++++ DATA PROVIDED ++++

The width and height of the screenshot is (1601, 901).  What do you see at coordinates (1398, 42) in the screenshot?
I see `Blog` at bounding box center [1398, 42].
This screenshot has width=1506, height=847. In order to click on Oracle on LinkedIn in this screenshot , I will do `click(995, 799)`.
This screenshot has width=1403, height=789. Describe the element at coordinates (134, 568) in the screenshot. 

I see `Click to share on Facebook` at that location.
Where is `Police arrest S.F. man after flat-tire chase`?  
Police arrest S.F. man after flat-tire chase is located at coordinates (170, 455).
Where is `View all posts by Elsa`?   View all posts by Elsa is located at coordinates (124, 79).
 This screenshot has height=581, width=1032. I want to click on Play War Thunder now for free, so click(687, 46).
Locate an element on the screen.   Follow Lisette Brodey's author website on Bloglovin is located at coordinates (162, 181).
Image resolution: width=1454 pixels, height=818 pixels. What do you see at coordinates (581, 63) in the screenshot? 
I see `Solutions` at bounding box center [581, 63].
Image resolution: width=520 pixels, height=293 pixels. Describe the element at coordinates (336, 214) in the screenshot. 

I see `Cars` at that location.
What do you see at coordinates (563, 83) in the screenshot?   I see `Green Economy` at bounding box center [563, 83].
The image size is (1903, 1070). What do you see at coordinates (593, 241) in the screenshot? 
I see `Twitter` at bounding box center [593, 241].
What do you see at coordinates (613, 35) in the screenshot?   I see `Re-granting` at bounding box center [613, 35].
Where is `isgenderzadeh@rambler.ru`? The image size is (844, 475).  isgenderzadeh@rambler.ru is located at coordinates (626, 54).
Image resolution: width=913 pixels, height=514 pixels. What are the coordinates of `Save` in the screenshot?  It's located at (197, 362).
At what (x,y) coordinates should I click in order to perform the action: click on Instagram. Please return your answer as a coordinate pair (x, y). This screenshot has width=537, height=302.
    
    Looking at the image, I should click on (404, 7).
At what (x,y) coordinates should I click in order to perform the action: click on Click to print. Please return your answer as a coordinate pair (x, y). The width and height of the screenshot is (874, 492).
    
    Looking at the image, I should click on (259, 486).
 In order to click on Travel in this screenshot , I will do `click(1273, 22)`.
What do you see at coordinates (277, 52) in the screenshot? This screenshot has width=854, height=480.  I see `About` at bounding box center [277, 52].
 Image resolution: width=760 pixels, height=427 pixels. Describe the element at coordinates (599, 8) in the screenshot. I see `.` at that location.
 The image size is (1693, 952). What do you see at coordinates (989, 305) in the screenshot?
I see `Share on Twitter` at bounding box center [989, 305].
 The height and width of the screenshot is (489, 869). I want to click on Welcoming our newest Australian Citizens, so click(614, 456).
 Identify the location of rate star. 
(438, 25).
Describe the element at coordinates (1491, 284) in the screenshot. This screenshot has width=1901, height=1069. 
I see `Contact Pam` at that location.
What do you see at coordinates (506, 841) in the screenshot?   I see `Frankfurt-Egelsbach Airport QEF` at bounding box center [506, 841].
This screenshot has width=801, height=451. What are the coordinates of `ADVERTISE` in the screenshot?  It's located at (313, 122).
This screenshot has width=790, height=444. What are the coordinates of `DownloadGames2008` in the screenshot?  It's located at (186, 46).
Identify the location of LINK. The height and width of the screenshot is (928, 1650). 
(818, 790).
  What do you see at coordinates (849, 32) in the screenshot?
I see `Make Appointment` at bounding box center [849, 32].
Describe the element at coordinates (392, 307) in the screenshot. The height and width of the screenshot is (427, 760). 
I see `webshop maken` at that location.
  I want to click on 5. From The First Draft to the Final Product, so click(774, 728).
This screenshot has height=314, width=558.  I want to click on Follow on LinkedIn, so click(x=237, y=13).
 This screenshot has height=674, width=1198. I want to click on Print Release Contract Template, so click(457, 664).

++++

EXERCISE BRIEF.
The required output is the complete set of records, reproduced exactly.

ANSWER BOX.
The width and height of the screenshot is (1601, 901).  What do you see at coordinates (1398, 42) in the screenshot?
I see `Blog` at bounding box center [1398, 42].
This screenshot has width=1506, height=847. In order to click on Oracle on LinkedIn in this screenshot , I will do `click(995, 799)`.
This screenshot has width=1403, height=789. Describe the element at coordinates (134, 568) in the screenshot. 

I see `Click to share on Facebook` at that location.
Where is `Police arrest S.F. man after flat-tire chase`?  
Police arrest S.F. man after flat-tire chase is located at coordinates (170, 455).
Where is `View all posts by Elsa`?   View all posts by Elsa is located at coordinates (124, 79).
 This screenshot has height=581, width=1032. I want to click on Play War Thunder now for free, so click(687, 46).
Locate an element on the screen.   Follow Lisette Brodey's author website on Bloglovin is located at coordinates (162, 181).
Image resolution: width=1454 pixels, height=818 pixels. What do you see at coordinates (581, 63) in the screenshot? 
I see `Solutions` at bounding box center [581, 63].
Image resolution: width=520 pixels, height=293 pixels. Describe the element at coordinates (336, 214) in the screenshot. 

I see `Cars` at that location.
What do you see at coordinates (563, 83) in the screenshot?   I see `Green Economy` at bounding box center [563, 83].
The image size is (1903, 1070). What do you see at coordinates (593, 241) in the screenshot? 
I see `Twitter` at bounding box center [593, 241].
What do you see at coordinates (613, 35) in the screenshot?   I see `Re-granting` at bounding box center [613, 35].
Where is `isgenderzadeh@rambler.ru`? The image size is (844, 475).  isgenderzadeh@rambler.ru is located at coordinates (626, 54).
Image resolution: width=913 pixels, height=514 pixels. What are the coordinates of `Save` in the screenshot?  It's located at (197, 362).
At what (x,y) coordinates should I click in order to perform the action: click on Instagram. Please return your answer as a coordinate pair (x, y). This screenshot has width=537, height=302.
    
    Looking at the image, I should click on (404, 7).
At what (x,y) coordinates should I click in order to perform the action: click on Click to print. Please return your answer as a coordinate pair (x, y). The width and height of the screenshot is (874, 492).
    
    Looking at the image, I should click on (259, 486).
 In order to click on Travel in this screenshot , I will do `click(1273, 22)`.
What do you see at coordinates (277, 52) in the screenshot? This screenshot has width=854, height=480.  I see `About` at bounding box center [277, 52].
 Image resolution: width=760 pixels, height=427 pixels. Describe the element at coordinates (599, 8) in the screenshot. I see `.` at that location.
 The image size is (1693, 952). What do you see at coordinates (989, 305) in the screenshot?
I see `Share on Twitter` at bounding box center [989, 305].
 The height and width of the screenshot is (489, 869). I want to click on Welcoming our newest Australian Citizens, so click(614, 456).
 Identify the location of rate star. 
(438, 25).
Describe the element at coordinates (1491, 284) in the screenshot. This screenshot has width=1901, height=1069. 
I see `Contact Pam` at that location.
What do you see at coordinates (506, 841) in the screenshot?   I see `Frankfurt-Egelsbach Airport QEF` at bounding box center [506, 841].
This screenshot has width=801, height=451. What are the coordinates of `ADVERTISE` in the screenshot?  It's located at (313, 122).
This screenshot has width=790, height=444. What are the coordinates of `DownloadGames2008` in the screenshot?  It's located at (186, 46).
Identify the location of LINK. The height and width of the screenshot is (928, 1650). 
(818, 790).
  What do you see at coordinates (849, 32) in the screenshot?
I see `Make Appointment` at bounding box center [849, 32].
Describe the element at coordinates (392, 307) in the screenshot. The height and width of the screenshot is (427, 760). 
I see `webshop maken` at that location.
  I want to click on 5. From The First Draft to the Final Product, so click(774, 728).
This screenshot has height=314, width=558.  I want to click on Follow on LinkedIn, so click(x=237, y=13).
 This screenshot has height=674, width=1198. I want to click on Print Release Contract Template, so click(457, 664).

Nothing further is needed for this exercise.